The European Commission’s approval of Google ‘s acquisition of Wiz above all signals a shift in the balance of power in the cloud arms race. For $32 billion, Google Cloud is buying what it has failed to fully organically develop over the years: the trust of half of the Fortune 100 companies and the technological ‘seatbelt’ that is becoming the standard in modern infrastructure.
From Brussels’ perspective, the deal proved surprisingly easy to swallow. The decision by Teresa Ribera, executive vice-president of the EC, is based on a pragmatic assessment of the market, where Google is still chasing Amazon (AWS) and Microsoft (Azure). Brussels felt that absorbing Wiz would not cut off the competition’s oxygen. The key argument was interoperability; multicloud customers would not be trapped in Google’s ecosystem, and sensitive commercial data of competitors integrating with Wiz would remain protected. It is a rare case where antitrust authorities see consolidation as an opportunity to make the number three player more competitive against the dominant leaders.
For the business world, this deal is a lesson in patience and the brutal valuation of security. Back in 2024, Assaf Rappaport, CEO of Wiz, rejected a $23 billion offer, baiting investors with visions of an IPO. A year and a half later, Google came back to the table with a premium of $9 billion. The jump in valuation from 12 billion (during the May 2024 funding round) to 32 billion reflects a new market reality: in the age of AI and distributed infrastructure, security is no longer an add-on, but a foundation for which corporations are willing to pay any price.
The integration of Wiz with Google Cloud is a purely offensive move. Google is not buying revenue – those at $350 million are a drop in the ocean of need – but it is buying relationships with executives from some of the world’s largest companies. If Google manages to keep its Wiz solutions agnostic, it could become the main guarantor of security in multi-cloud architectures, monetising the protection of data stored with its biggest rivals. It’s a risky but logical gamble for the highest stakes in the digital economy.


> INSTRUCTIONS FOR THE TASK
Search the records for the string "plot" and copy every line in which it appears.

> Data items
>>>>
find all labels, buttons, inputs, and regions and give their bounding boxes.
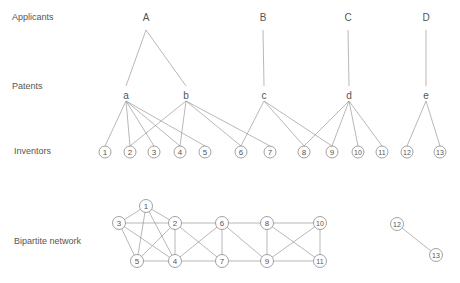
- bipartite-node: 7: [216, 255, 229, 268]
- applicant-patent-edge: [126, 30, 146, 86]
- bipartite-edge: [137, 223, 175, 261]
- inventor-node: 5: [199, 146, 211, 158]
- bipartite-edge: [397, 224, 436, 255]
- svg-text:8: 8: [265, 219, 270, 228]
- bipartite-node: 9: [261, 255, 274, 268]
- patent-inventor-edge: [186, 101, 241, 146]
- svg-text:2: 2: [128, 148, 133, 157]
- bipartite-node: 8: [261, 217, 274, 230]
- patent-inventor-edge: [126, 101, 154, 146]
- applicant-node: B: [260, 12, 267, 23]
- applicant-node: D: [422, 12, 429, 23]
- inventor-node: 9: [326, 146, 338, 158]
- svg-text:9: 9: [265, 257, 270, 266]
- patent-inventor-edge: [180, 101, 186, 146]
- inventor-node: 11: [376, 146, 388, 158]
- patent-node: d: [346, 90, 352, 101]
- svg-text:1: 1: [144, 202, 149, 211]
- patent-inventor-edge: [126, 101, 130, 146]
- svg-text:13: 13: [432, 252, 440, 259]
- patent-inventor-edge: [349, 101, 358, 146]
- svg-text:11: 11: [378, 149, 385, 156]
- inventor-node: 1: [99, 146, 111, 158]
- svg-text:11: 11: [316, 258, 323, 265]
- svg-text:12: 12: [393, 221, 401, 228]
- patent-node: a: [123, 90, 129, 101]
- network-diagram: ABCD abcde 12345678910111213 12345678910…: [0, 0, 460, 283]
- svg-text:9: 9: [330, 148, 335, 157]
- applicant-patent-edges: [126, 30, 426, 86]
- applicant-patent-edge: [348, 30, 349, 86]
- svg-text:8: 8: [302, 148, 307, 157]
- inventor-node: 3: [148, 146, 160, 158]
- svg-text:10: 10: [354, 149, 362, 156]
- bipartite-node: 1: [140, 200, 153, 213]
- inventor-node: 13: [434, 146, 446, 158]
- svg-text:7: 7: [220, 257, 225, 266]
- bipartite-edge: [137, 206, 146, 261]
- patent-inventor-edge: [241, 101, 264, 146]
- applicant-patent-edge: [263, 30, 264, 86]
- bipartite-edge: [119, 223, 175, 261]
- applicant-patent-edge: [146, 30, 186, 86]
- bipartite-node: 3: [113, 217, 126, 230]
- inventor-nodes: 12345678910111213: [99, 146, 446, 158]
- inventor-node: 6: [235, 146, 247, 158]
- svg-text:4: 4: [173, 257, 178, 266]
- applicant-nodes: ABCD: [143, 12, 430, 23]
- svg-text:1: 1: [103, 148, 108, 157]
- inventor-node: 12: [401, 146, 413, 158]
- bipartite-node: 4: [169, 255, 182, 268]
- bipartite-node: 12: [391, 218, 404, 231]
- svg-text:12: 12: [403, 149, 411, 156]
- patent-node: e: [423, 90, 429, 101]
- inventor-node: 10: [352, 146, 364, 158]
- svg-text:13: 13: [436, 149, 444, 156]
- svg-text:6: 6: [220, 219, 225, 228]
- svg-text:6: 6: [239, 148, 244, 157]
- bipartite-nodes: 12345678910111213: [113, 200, 443, 268]
- svg-text:3: 3: [117, 219, 122, 228]
- patent-inventor-edge: [126, 101, 180, 146]
- patent-inventor-edges: [105, 101, 440, 146]
- inventor-node: 7: [264, 146, 276, 158]
- bipartite-node: 13: [430, 249, 443, 262]
- svg-text:5: 5: [135, 257, 140, 266]
- bipartite-node: 6: [216, 217, 229, 230]
- patent-nodes: abcde: [123, 90, 429, 101]
- bipartite-node: 2: [169, 217, 182, 230]
- svg-text:10: 10: [316, 220, 324, 227]
- patent-inventor-edge: [349, 101, 382, 146]
- bipartite-node: 11: [314, 255, 327, 268]
- patent-inventor-edge: [105, 101, 126, 146]
- inventor-node: 4: [174, 146, 186, 158]
- patent-node: c: [262, 90, 267, 101]
- svg-text:7: 7: [268, 148, 273, 157]
- patent-inventor-edge: [332, 101, 349, 146]
- bipartite-edges: [119, 206, 436, 261]
- applicant-node: A: [143, 12, 150, 23]
- patent-node: b: [183, 90, 189, 101]
- bipartite-edge: [222, 223, 267, 261]
- svg-text:5: 5: [203, 148, 208, 157]
- inventor-node: 2: [124, 146, 136, 158]
- inventor-node: 8: [298, 146, 310, 158]
- patent-inventor-edge: [186, 101, 270, 146]
- bipartite-node: 10: [314, 217, 327, 230]
- svg-text:4: 4: [178, 148, 183, 157]
- patent-inventor-edge: [407, 101, 426, 146]
- patent-inventor-edge: [426, 101, 440, 146]
- applicant-node: C: [344, 12, 351, 23]
- patent-inventor-edge: [304, 101, 349, 146]
- bipartite-node: 5: [131, 255, 144, 268]
- svg-text:2: 2: [173, 219, 178, 228]
- svg-text:3: 3: [152, 148, 157, 157]
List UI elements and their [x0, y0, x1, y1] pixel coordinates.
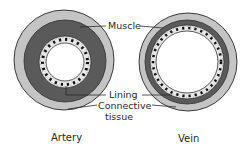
connective-tissue-label-line2: tissue [105, 111, 133, 122]
vein-caption: Vein [178, 133, 199, 144]
vein-cross-section [139, 13, 237, 111]
lining-label: Lining [109, 89, 138, 100]
artery-caption: Artery [51, 132, 82, 143]
connective-tissue-label-line1: Connective [98, 100, 152, 111]
artery-lumen [46, 43, 84, 81]
muscle-label: Muscle [108, 20, 141, 31]
blood-vessel-diagram: Muscle Lining Connective tissue Artery V… [0, 0, 250, 156]
vein-lumen [156, 31, 218, 93]
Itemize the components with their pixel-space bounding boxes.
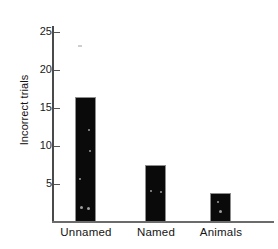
y-tick-mark-15 [54, 108, 60, 109]
y-tick-mark-10 [54, 146, 60, 147]
bar-chart-figure: Incorrect trials 25 20 15 10 5 [0, 0, 278, 249]
bar-noise-speck [217, 201, 219, 203]
bar-noise-speck [219, 210, 222, 213]
bar-noise-speck [160, 191, 162, 193]
bar-animals [210, 193, 231, 222]
bar-noise-speck [87, 207, 90, 210]
bar-noise-speck [79, 178, 81, 180]
y-axis-line [52, 26, 54, 223]
y-tick-label-5: 5 [30, 178, 52, 189]
y-tick-10: 10 [0, 146, 52, 147]
y-tick-mark-25 [54, 32, 60, 33]
y-tick-15: 15 [0, 108, 52, 109]
y-tick-mark-20 [54, 70, 60, 71]
x-axis-label-unnamed: Unnamed [50, 226, 122, 238]
x-axis-line [52, 221, 274, 223]
y-axis-title: Incorrect trials [18, 50, 30, 170]
bar-noise-speck [80, 206, 83, 209]
bar-noise-speck [89, 150, 91, 152]
bar-unnamed [75, 97, 96, 222]
y-tick-label-15: 15 [30, 102, 52, 113]
y-tick-label-10: 10 [30, 140, 52, 151]
y-tick-mark-5 [54, 184, 60, 185]
y-tick-20: 20 [0, 70, 52, 71]
y-tick-label-25: 25 [30, 26, 52, 37]
bar-noise-speck [88, 129, 90, 131]
y-tick-25: 25 [0, 32, 52, 33]
bar-named [145, 165, 166, 222]
x-axis-label-animals: Animals [188, 226, 254, 238]
bar-noise-speck [150, 190, 152, 192]
y-tick-label-20: 20 [30, 64, 52, 75]
x-axis-label-named: Named [123, 226, 189, 238]
y-tick-5: 5 [0, 184, 52, 185]
scan-artifact-speck [78, 45, 82, 47]
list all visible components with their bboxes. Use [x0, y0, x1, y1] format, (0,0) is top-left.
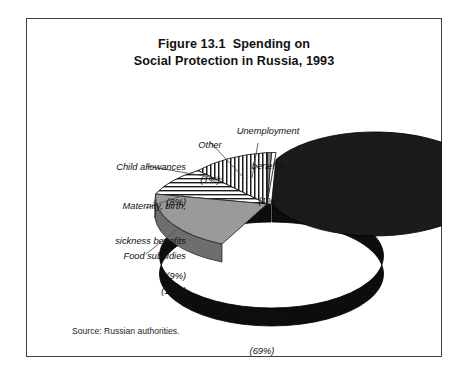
callout-unemployment-label-line-1: Unemployment	[222, 126, 314, 138]
callout-pensions: Pensions (69%)	[212, 288, 312, 379]
callout-food-subsidies-value: (13%)	[38, 286, 186, 298]
callout-unemployment-value: (1%)	[222, 196, 314, 208]
callout-unemployment-label-line-2: benefits	[222, 161, 314, 173]
callout-unemployment-benefits: Unemployment benefits (1%)	[222, 103, 314, 231]
callout-maternity-label-line-1: Maternity, birth,	[38, 201, 186, 213]
callout-pensions-label: Pensions	[212, 311, 312, 323]
callout-pensions-value: (69%)	[212, 346, 312, 358]
source-note: Source: Russian authorities.	[72, 326, 179, 336]
callout-child-allowances-label: Child allowances	[58, 162, 186, 174]
figure-root: Figure 13.1 Spending on Social Protectio…	[0, 0, 466, 379]
callout-food-subsidies-label: Food subsidies	[38, 251, 186, 263]
callout-food-subsidies: Food subsidies (13%)	[38, 228, 186, 321]
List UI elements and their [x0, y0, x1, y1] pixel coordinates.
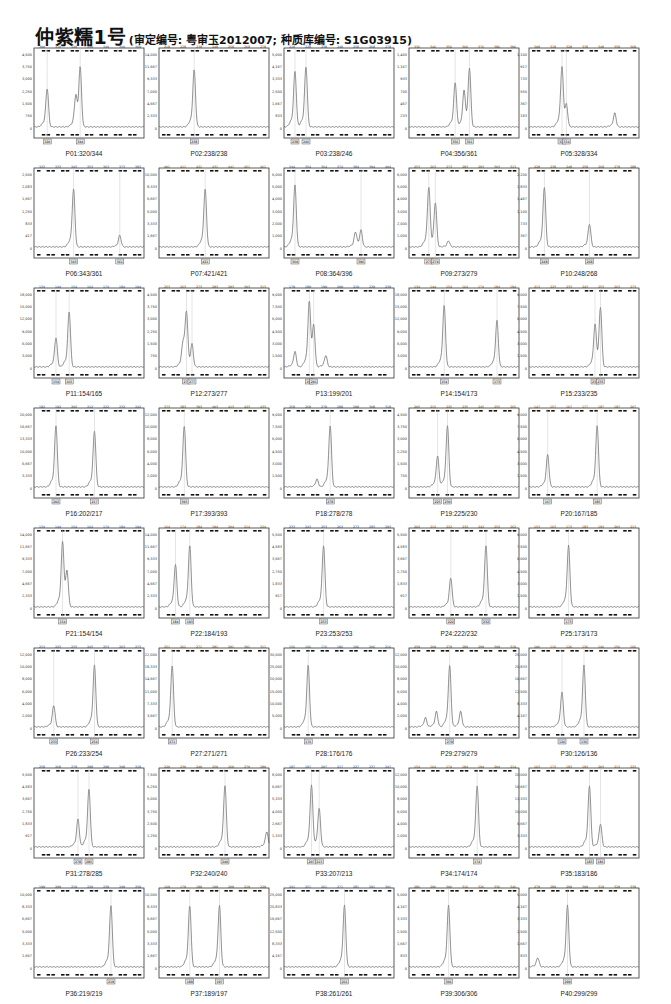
plot-area: 02,0004,0006,0008,00010,00012,0003733833… [145, 404, 273, 510]
svg-text:251: 251 [164, 645, 170, 649]
svg-text:248: 248 [566, 165, 572, 169]
svg-text:2,250: 2,250 [147, 330, 157, 334]
plot-area: 01,5003,0004,5006,0007,5009,000213223233… [515, 284, 643, 390]
svg-text:0: 0 [155, 847, 157, 851]
svg-text:1,467: 1,467 [517, 197, 527, 201]
svg-text:833: 833 [25, 222, 32, 226]
svg-text:5,500: 5,500 [22, 773, 32, 777]
svg-text:339: 339 [630, 885, 636, 889]
svg-text:0: 0 [280, 127, 282, 131]
svg-text:6,000: 6,000 [397, 342, 407, 346]
svg-text:338: 338 [582, 45, 588, 49]
svg-text:423: 423 [244, 405, 250, 409]
svg-text:223: 223 [55, 645, 61, 649]
svg-text:421: 421 [202, 260, 208, 264]
electropherogram-panel: 01,3332,6674,0005,3336,6678,000187197207… [270, 764, 398, 882]
svg-text:5,000: 5,000 [22, 930, 32, 934]
svg-text:9,333: 9,333 [147, 77, 157, 81]
panel-caption: P14:154/173 [395, 390, 523, 397]
svg-text:308: 308 [119, 765, 125, 769]
svg-text:343: 343 [71, 260, 77, 264]
electropherogram-panel: 08331,6672,5003,3334,1675,00021822823824… [270, 44, 398, 162]
svg-text:6,000: 6,000 [397, 173, 407, 177]
svg-text:3,750: 3,750 [397, 425, 407, 429]
svg-text:293: 293 [385, 525, 391, 529]
svg-text:1,667: 1,667 [517, 942, 527, 946]
svg-text:193: 193 [598, 525, 604, 529]
svg-text:12,500: 12,500 [270, 930, 282, 934]
svg-text:393: 393 [181, 500, 187, 504]
svg-text:144: 144 [55, 285, 61, 289]
svg-text:358: 358 [614, 45, 620, 49]
svg-text:134: 134 [414, 285, 420, 289]
svg-text:22,000: 22,000 [145, 653, 157, 657]
electropherogram-panel: 09171,8332,7503,6674,5835,50025826827828… [20, 764, 148, 882]
plot-area: 03,3336,66710,00013,33316,66720,00016317… [515, 764, 643, 870]
svg-text:15,000: 15,000 [395, 305, 407, 309]
plot-area: 03,0006,0009,00012,00015,00018,000134144… [20, 284, 148, 390]
svg-text:196: 196 [353, 645, 359, 649]
svg-text:296: 296 [430, 885, 436, 889]
svg-text:238: 238 [292, 140, 298, 144]
svg-text:14,000: 14,000 [20, 533, 32, 537]
svg-text:238: 238 [196, 45, 202, 49]
svg-text:2,333: 2,333 [147, 594, 157, 598]
svg-text:7,500: 7,500 [272, 425, 282, 429]
svg-text:269: 269 [430, 645, 436, 649]
svg-text:2,750: 2,750 [397, 570, 407, 574]
panel-caption: P22:184/193 [145, 630, 273, 637]
svg-text:238: 238 [550, 165, 556, 169]
svg-text:299: 299 [478, 645, 484, 649]
svg-text:204: 204 [494, 765, 500, 769]
electropherogram-panel: 01,2502,5003,7505,0006,2507,500220230240… [145, 764, 273, 882]
svg-text:224: 224 [260, 525, 266, 529]
svg-text:261: 261 [180, 645, 186, 649]
electropherogram-panel: 07501,5002,2503,0003,7504,50025326327328… [145, 284, 273, 402]
svg-text:9,000: 9,000 [22, 330, 32, 334]
panel-caption: P03:238/246 [270, 150, 398, 157]
svg-text:0: 0 [30, 727, 32, 731]
svg-text:153: 153 [534, 525, 540, 529]
svg-text:733: 733 [520, 222, 527, 226]
svg-text:183: 183 [582, 525, 588, 529]
svg-text:373: 373 [119, 165, 125, 169]
svg-text:367: 367 [520, 234, 527, 238]
svg-text:12,000: 12,000 [395, 653, 407, 657]
svg-text:193: 193 [187, 620, 193, 624]
svg-text:2,200: 2,200 [517, 173, 527, 177]
electropherogram-panel: 01,6673,3335,0006,6678,33310,00040141142… [145, 164, 273, 282]
svg-text:0: 0 [30, 967, 32, 971]
svg-text:144: 144 [430, 285, 436, 289]
svg-text:279: 279 [432, 260, 438, 264]
svg-text:12,000: 12,000 [395, 773, 407, 777]
panel-caption: P05:328/334 [515, 150, 643, 157]
svg-text:258: 258 [228, 45, 234, 49]
plot-area: 08331,6672,5003,3334,1675,00028629630631… [395, 884, 523, 990]
electropherogram-panel: 01,5003,0004,5006,0007,5009,000213223233… [515, 284, 643, 402]
svg-text:833: 833 [400, 954, 407, 958]
electropherogram-panel: 04,1678,33312,50016,66720,83325,00010611… [515, 644, 643, 762]
svg-text:240: 240 [222, 860, 228, 864]
svg-text:3,333: 3,333 [147, 942, 157, 946]
svg-text:344: 344 [289, 165, 295, 169]
svg-text:271: 271 [337, 885, 343, 889]
svg-text:3,750: 3,750 [22, 65, 32, 69]
plot-area: 01,5003,0004,5006,0007,5009,000153163173… [515, 524, 643, 630]
electropherogram-panel: 04178331,2501,6672,0832,5003233333433533… [20, 164, 148, 282]
svg-text:4,000: 4,000 [147, 462, 157, 466]
svg-text:174: 174 [478, 285, 484, 289]
svg-text:253: 253 [103, 645, 109, 649]
plot-area: 07501,5002,2503,0003,7504,50030031032033… [20, 44, 148, 150]
plot-area: 08331,6672,5003,3334,1675,00021822823824… [270, 44, 398, 150]
svg-text:4,167: 4,167 [397, 905, 407, 909]
svg-text:1,000: 1,000 [272, 234, 282, 238]
svg-text:403: 403 [212, 405, 218, 409]
svg-text:9,000: 9,000 [397, 330, 407, 334]
svg-text:184: 184 [462, 765, 468, 769]
svg-text:218: 218 [164, 45, 170, 49]
svg-text:233: 233 [51, 740, 57, 744]
svg-text:6,667: 6,667 [22, 462, 32, 466]
svg-text:0: 0 [30, 127, 32, 131]
svg-text:700: 700 [400, 90, 407, 94]
svg-text:6,000: 6,000 [272, 317, 282, 321]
<<<<
> SOLUTION TO THIS PROBLEM
plot-area: 02,0004,0006,0008,00010,00012,0003733833… [145, 404, 273, 510]
plot-area: 01,5003,0004,5006,0007,5009,000213223233… [515, 284, 643, 390]
plot-area: 03,3336,66710,00013,33316,66720,00016317… [515, 764, 643, 870]
plot-area: 03,0006,0009,00012,00015,00018,000134144… [20, 284, 148, 390]
plot-area: 08331,6672,5003,3334,1675,00028629630631… [395, 884, 523, 990]
plot-area: 01,5003,0004,5006,0007,5009,000153163173… [515, 524, 643, 630]
plot-area: 07501,5002,2503,0003,7504,50030031032033… [20, 44, 148, 150]
plot-area: 08331,6672,5003,3334,1675,00021822823824… [270, 44, 398, 150]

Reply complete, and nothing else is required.